Twenty-eight hours of logs. 9,101 sessions. By the end of it the picture was clear enough to call: crypto drainer.

The Payload

The first thing worth looking at was a 22MB SSL payload from 216.198.79.1. That IP came back flagged on VirusTotal as associated with crypto scam infrastructure. 22MB is a meaningful data point: that’s a substantial payload for what most people think of as a “phishing site.” Crypto drainers aren’t simple credential-harvesting pages. They’re JavaScript-heavy applications that interact with browser-based cryptocurrency wallets, request transaction approvals, and drain funds in a single user interaction. The file size fits.

No visibility from the cloud sandbox on this one. The SSL encryption on port 443 means the payload content wasn’t inspectable at the network layer. What we could see was the size, the source, and the VirusTotal verdict on that source IP.

The Beaconing

After the initial payload, the device started beaconing to Cloudflare infrastructure. 180 sessions, 300-second interval, 66 bytes received per session with zero variance across all 180 sessions.

Zero variance is the key detail. Network traffic has noise. Even automated processes that check in on a regular schedule will show some variation in response size due to server-side differences, header changes, timestamp variations. 66 bytes received, identical, across 180 sessions is not normal application behavior. That’s a heartbeat signal, checking whether a command and control channel is still alive and waiting for instructions.

The beaconing was blocked by the firewall. The C2 channel never fully established, which limited what the malware could actually do after the initial infection.

The RFC 1918 Probe

One additional indicator worth noting: the device attempted a connection to 192.168.68.72, a private RFC 1918 address. That probe was blocked.

Malware probing internal RFC 1918 space is a reconnaissance behavior. It’s looking for other devices on the local network, mapping what’s reachable, potentially identifying targets for lateral movement. On a BYOD device that’s connected to a campus network, that behavior is worth flagging explicitly even when blocked. The malware was looking around.

Assessment

Crypto drainer. The combination of a large SSL payload from a known-bad IP, zero-variance Cloudflare beaconing at a fixed 300-second interval, and internal network reconnaissance is a consistent picture. The beaconing being blocked by the firewall limited the damage, and there’s no evidence of successful lateral movement from the network logs.

The financial impact, if any, would be on the user’s end: any connected cryptocurrency wallets that interacted with the drainer page. That’s not something network visibility can assess. The user was notified, given guidance on what to check (connected wallet approvals, recent transactions), and advised to rotate credentials.

Containment

The destination IP was blocked at the firewall. The device was flagged in NAC as requiring a wipe before re-registration. IOCs were submitted to the sector threat intelligence sharing service for broader awareness.

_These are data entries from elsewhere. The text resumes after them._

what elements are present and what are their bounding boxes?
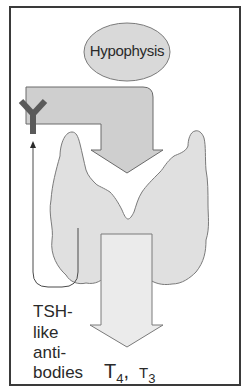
feedback-arrowhead: [30, 141, 36, 148]
hypophysis-label: Hypophysis: [84, 43, 170, 58]
bent-stimulation-arrow: [26, 87, 163, 173]
antibody-label-line-1: TSH-: [33, 303, 73, 320]
antibody-label-line-2: like: [33, 324, 59, 341]
t3-label: T3: [139, 364, 155, 381]
antibody-label-line-3: anti-: [33, 344, 66, 361]
hormone-labels: T4,T3: [104, 361, 155, 385]
antibody-label-line-4: bodies: [33, 364, 83, 381]
t4-label: T4,: [104, 360, 129, 382]
hormone-output-arrow: [90, 234, 163, 347]
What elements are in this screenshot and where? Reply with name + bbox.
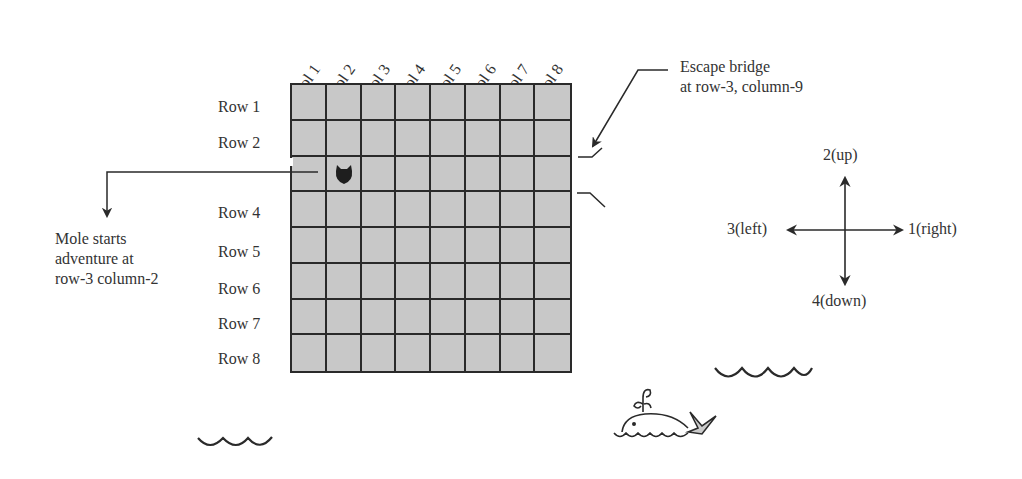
escape-bridge-line1: Escape bridge [680,57,803,77]
escape-bridge-line2: at row-3, column-9 [680,77,803,97]
wave-icon [715,368,812,377]
mole-start-line3: row-3 column-2 [55,269,159,289]
mole-start-note: Mole starts adventure at row-3 column-2 [55,229,159,289]
direction-compass [788,178,902,284]
direction-up-label: 2(up) [823,146,858,164]
mole-start-line1: Mole starts [55,229,159,249]
wave-icon [198,437,272,445]
direction-down-label: 4(down) [812,292,866,310]
whale-icon [614,390,716,437]
direction-left-label: 3(left) [727,220,767,238]
mole-start-pointer [107,172,318,216]
mole-start-line2: adventure at [55,249,159,269]
escape-bridge-pointer [593,70,668,146]
escape-bridge [577,148,605,207]
escape-bridge-note: Escape bridge at row-3, column-9 [680,57,803,97]
direction-right-label: 1(right) [908,220,957,238]
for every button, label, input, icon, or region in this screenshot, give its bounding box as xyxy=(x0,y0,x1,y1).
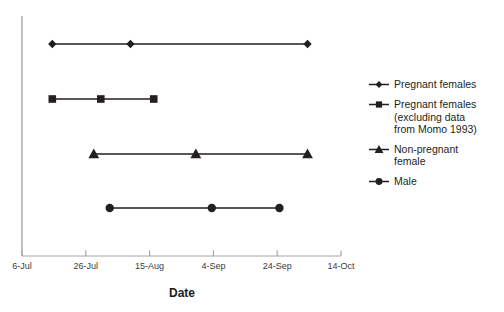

The wipe requirement is the right call for a confirmed crypto drainer on a BYOD. These applications are designed to persist and maintain wallet access. A user who cleans the obvious infection but doesn’t revoke wallet permissions is still at risk. The remediation guidance has to cover both the device and the wallet side.


This writeup describes an incident at a large institution. All internal IPs have been substituted with RFC 1918 ranges and identifying details have been generalized.